TITLE: Life-Lines Throughout the United States
This body of work is a companion series to my project “Felicific Calculus: Technology as a Social Marker of Race, Class, & Economics in Rochester, NY,” to demonstrate how many communities throughout the United States are facing the same situation as Rochester. Throughout the United States, many individuals are being left behind by technology, whether that is for communication or Internet access. Our society has become one in which you must have access to these tools to be provided support services and a job, or you are left behind, widening the gap between the lower and middle classes.
Often this outdated technology is also used to label individuals or areas of a community where they can be found as social markers without further knowledge.
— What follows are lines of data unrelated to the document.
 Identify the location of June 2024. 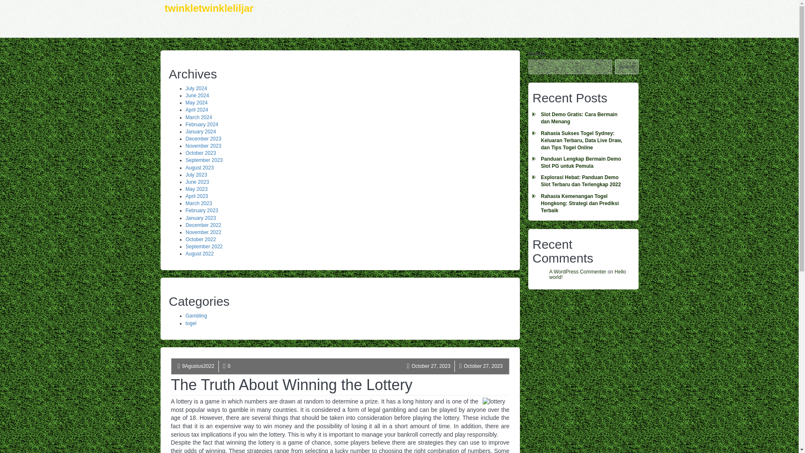
(197, 96).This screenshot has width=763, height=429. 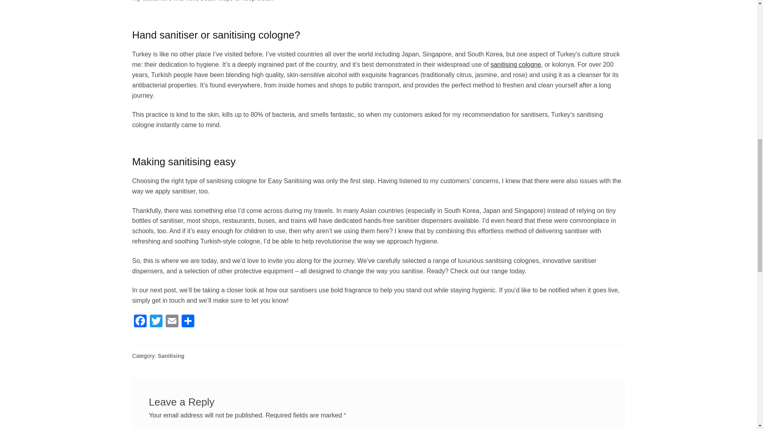 What do you see at coordinates (187, 322) in the screenshot?
I see `Share` at bounding box center [187, 322]. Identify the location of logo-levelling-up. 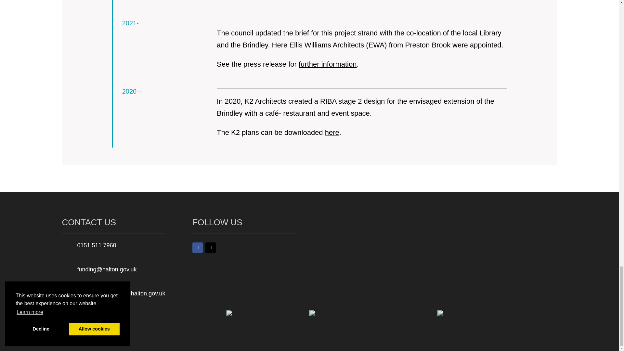
(359, 325).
The individuals I have met who still rely on payphones have all stated the same thing “I hate how people look at me like I am doing something wrong when I am using the payphone.” Those individuals have explained they are typically calling their families to check in or for support.
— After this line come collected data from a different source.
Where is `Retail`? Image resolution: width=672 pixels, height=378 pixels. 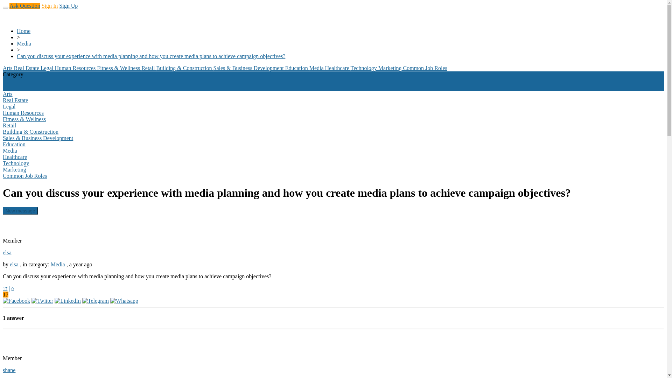
Retail is located at coordinates (148, 68). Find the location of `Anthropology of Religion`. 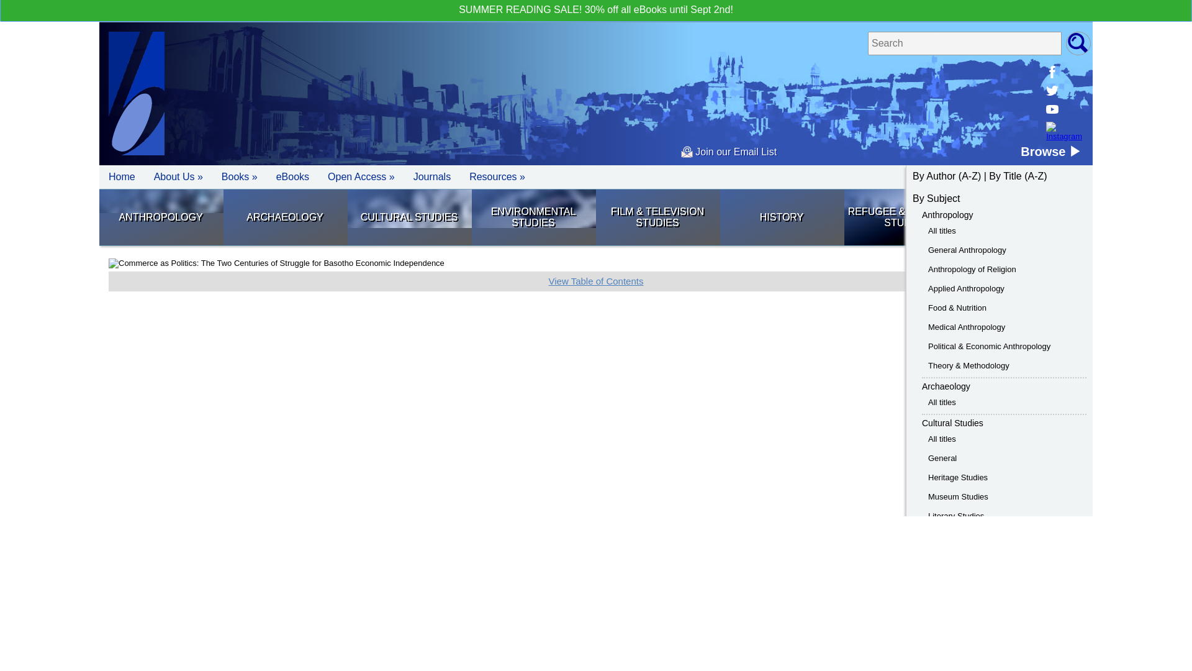

Anthropology of Religion is located at coordinates (972, 268).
How do we ensure access to basic needs for a sustainable community, such as communication, shelter, and food, without labeling those relying on support?
Unlike my series in Rochester, I have decided to include individuals in the frame for this series because now I am including the story of the individuals in association with the payphones or simply the location. Including a person in the frame or not raises the question of the economic level of each payphone area for this body of work.
My work aims to raise the following questions, how do we ensure access to basic needs for a sustainable community, such as communication, shelter, and food, without labeling those relying on support?
AUTHOR: Eric Kunsman (United States)
Eric T. Kunsman (b. 1975) was born and raised in Bethlehem, Pennsylvania. While in high school, he was heavily influenced by the death of the steel industry and its place in American history. The exposure to the work of Walker Evans during this time hooked Eric onto photography. Eric had the privilege to study under Lou Draper, who became Eric’s most formative mentor. He credits Lou with influencing his approach as an educator, photographer, and contributing human being.
Currently, he is a photographer and book artist based out of Rochester, New York. Eric works at the Rochester Institute of Technology (RIT) as an Assistant Professor for the Visual Communications Studies Department at the National Technical Institute for the Deaf and the School of Photographic Arts & Sciences.
In addition to lectures, he provides workshops on topics including his artistic practice, digital printing, and digital workflow processes. He also provides industry seminars for the highly regarded Printing Applications Lab at RIT. His photographs and books are exhibited internationally and are in several collections. He currently owns Booksmart Studio, which is a fine art digital printing studio, specializing in numerous techniques and services for photographers and book artists on a collaborative basis.
Eric holds his MFA in Book Arts/Printmaking from The University of the Arts in Philadelphia and holds an MS in Electronic Publishing/Graphic Arts Media, BS in Biomedical Photography, BFA in Fine Art photography all from the Rochester Institute of Technology in Rochester, New York.
There's no “given,” formula for what demands Eric’s focus as a photographer. Eric is as drawn to the landscapes and neglected towns of the American southwest as he is to the tensions of struggling rustbelt cities in the U.S. northeast. Always Eric is attracted to objects left behind, especially those that hint at a unique human narrative, a story waiting to be told. Eric’s current work explores one of those relics: working payphones hidden in plain sight throughout the neighborhood near his studio in Rochester, NY. Associates suggested they signified a high crime area. This project's shown Eric something very different.